An academic research group at New York University doing empirical work with language models to address longer-term safety concerns about highly capable AI systems.
An academic research group at New York University doing empirical work with language models to address longer-term safety concerns about highly capable AI systems.
People
Updated 05/18/26Collaborating PI
Collaborating PI
Principal Investigator (PI)
Alumni researcher
Alumni researcher
Alumni researcher
Outside advisor
PhD student
Funding Details
Updated 05/18/26- Annual Budget
- -
- Current Runway
- -
- Funding Goal
- -
- Funding Raised to Date
- -
Org Details
Updated 05/18/26The NYU Alignment Research Group (ARG) was founded in October 2022 by Sam Bowman, an Associate Professor of Data Science and Computer Science at New York University, with the goal of conducting rigorous empirical research on AI alignment and safety using large language models.

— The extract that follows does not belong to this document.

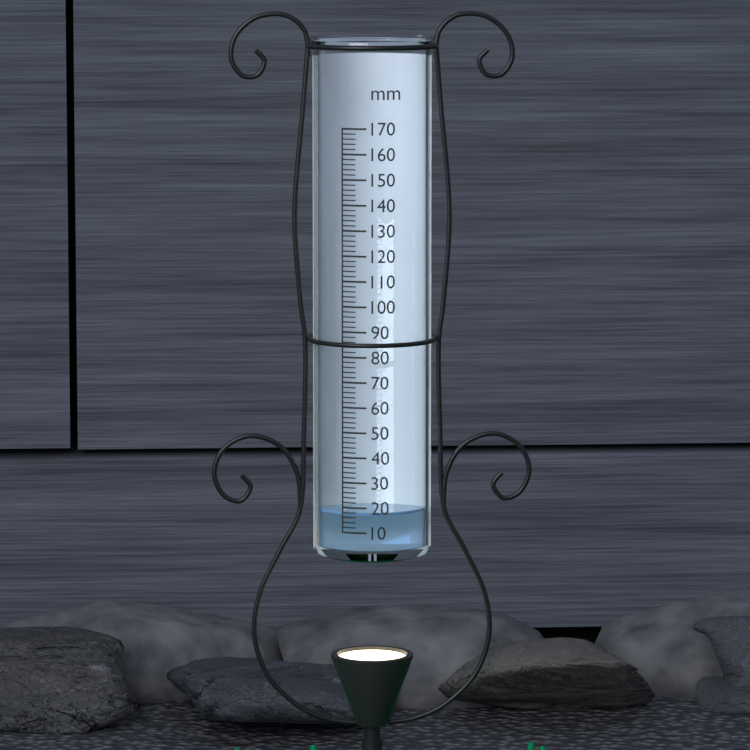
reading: 18 mm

The group grew out of Bowman's conviction that the NLP and machine learning research communities needed to take AI safety concerns more seriously, and that academic researchers were well-positioned to contribute empirical work to safety-relevant problems that had largely been studied theoretically. ARG focuses primarily on scalable oversight and related problems: how can humans reliably supervise AI systems that may eventually surpass human capabilities in many domains? The group's research agenda draws on ideas from AI safety via debate, amplification, and recursive reward modeling — approaches that attempt to use an AI system's own capabilities to bootstrap reliable human oversight on difficult tasks. Rather than studying these approaches in the abstract, ARG conducts empirical experiments using sandwiching-style protocols, where researchers pose artificial alignment challenges that require unreliable AI/ML tools to solve. The group launched with approximately a dozen researchers including research scientists (Julian Michael, David Rein, Miles Turpin, Salsabila Mahdi) and PhD students (Jackson Petty, Jacob Pfau, Jason Phang, Alex Lyzhov, Angelica Chen), with Ethan Perez as outside advisor and Tim G.J. Rudner as a Faculty Fellow. The group is based at NYU's 60 Fifth Avenue building in Greenwich Village and has access to over 30 high-end GPUs plus cloud resources through NYU's Center for Data Science and CILVR lab. Funding for ARG comes from Open Philanthropy, which supports safety-focused research initiatives of this kind. Bowman went on long-term leave from NYU to work on technical AI safety at Anthropic; as of 2024-2025, the group's website lists him as PI on leave with active PhD students Jane Pan, Jackson Petty, and Jacob Pfau continuing research, and a substantial cohort of alumni who have moved on to organizations including Anthropic, OpenAI, METR, the UK AI Safety Institute, and Scale AI. The group does not accept public donations, operating entirely through institutional and philanthropic grant funding channeled through NYU.
Theory of Change
Updated 05/18/26ARG believes that empirical research on scalable oversight techniques — methods for maintaining reliable human supervision over AI systems even as those systems become more capable — is a tractable and high-impact contribution to long-term AI safety. The group's causal chain runs as follows: by running controlled experiments on debate, amplification, and similar protocols using current language models, researchers can identify which theoretical alignment strategies are practically feasible, surface failure modes before they manifest in more capable systems, and generate evidence that informs both academic discourse and the safety practices of AI labs. By being embedded in an academic institution with ties to the broader NLP community, ARG also plays a field-building role, encouraging more ML researchers to engage seriously with safety-relevant research directions.
Grants Received– no grants recorded
Updated 05/18/26Projects– no linked projects
Updated 05/18/26Discussion
No comments yet. Be the first to share your thoughts.